The banks and insurance companies are able to take advantage of the homeowners because force placed insurance policies are not purchased on the open market in a competitive environment. There are no market forces at work to keep the prices down. The premiums on force-placed insurance policies reportedly can cost up to ten times more than what the borrower was either originally paying or what the borrower could obtain if done so on a competitive basis on the open market, and produce high profit margins. One insurance company generated $2.7 billion in premiums in single year through its force-placed insurance policies.

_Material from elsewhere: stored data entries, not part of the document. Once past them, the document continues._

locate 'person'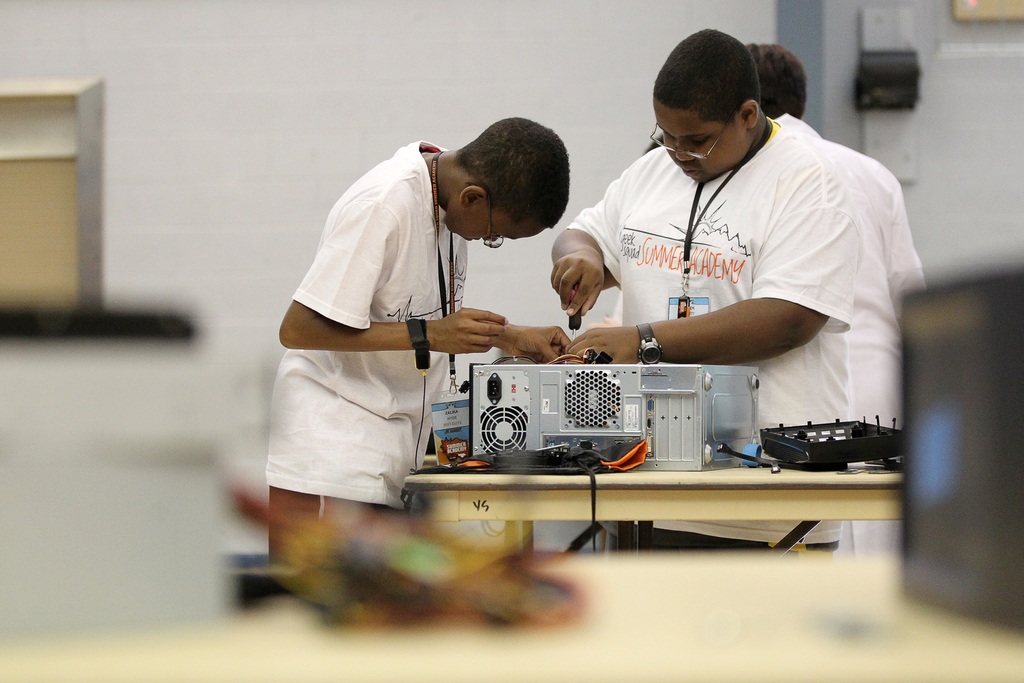
[267, 120, 571, 562]
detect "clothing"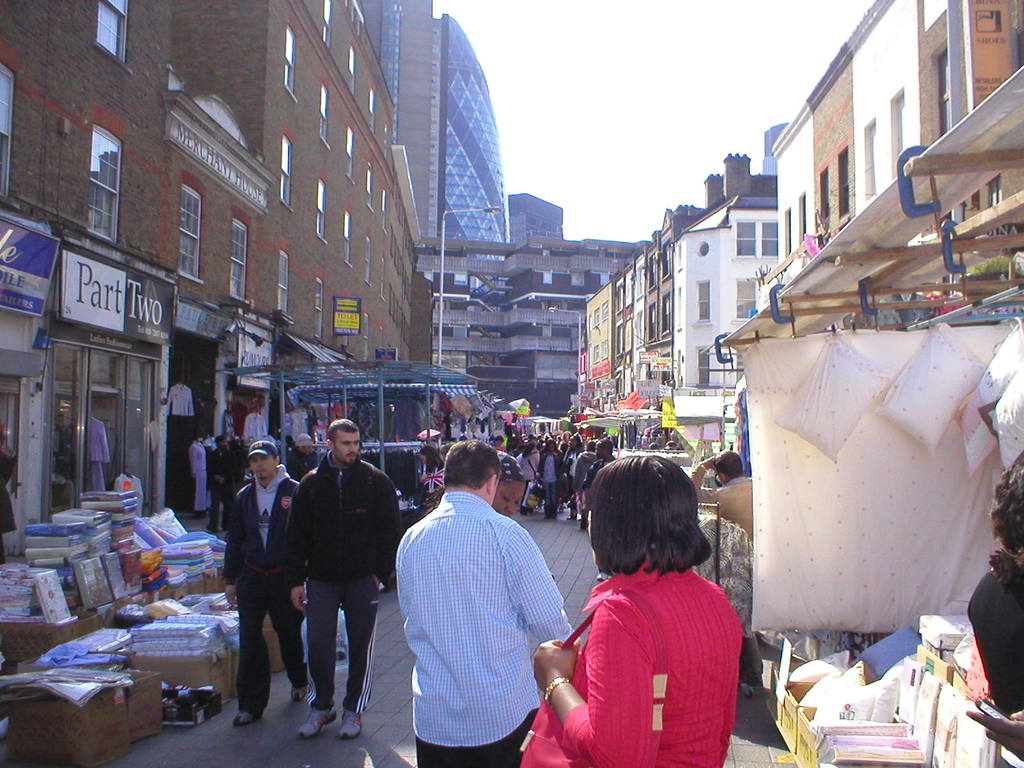
<bbox>395, 471, 572, 767</bbox>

The lucrative deals between the banks and the insurance companies result in “reverse competition,” in which insurance companies compete for the lender’s force-placed business by offering financial considerations to the banks in various forms. Those expenses are then included in the premiums charged to homeowners, which drives up the price of the force-placed policies even further. In addition, there are no insurance agents or brokers involved to justify any commissions or to search for cheaper coverage. Normally, agents typically spend a lot of time and money securing and retaining clients for voluntary home insurance coverage. But with force placed insurance, commissions are charged to the homeowner even though no agent is working for them to shop for the insurance. Instead, the insurance company gets access to the banks’ mortgage records, identifies homes that are suitable for force-placed insurance, and then force places whatever coverage they choose – often in amounts that exceed the value of the property — and charge excessive premiums, the costs of which ultimately are passed back on to the homeowners. The premiums can include the amounts the insurance company charges for reviewing the banks’ records to identify borrowers’ whose houses can be the subject of force-placed insurance by the insurance company and the bank.
In recent testimony before the New York State Department of Financial Services, the President of American Security Insurance Company admitted that the price of premiums for force place insurance include not only commissions but also the expenses of monitoring the process of placing that coverage.
Cohen & Malad, LLP has filed a class action lawsuit in Georgia against Wells Fargo and two insurance companies — American Security Insurance Company and Assurant, Inc. – seeking to recover damages on behalf of homeowners in that state who were overcharged for force placed insurance as a result of misconduct by these institutions.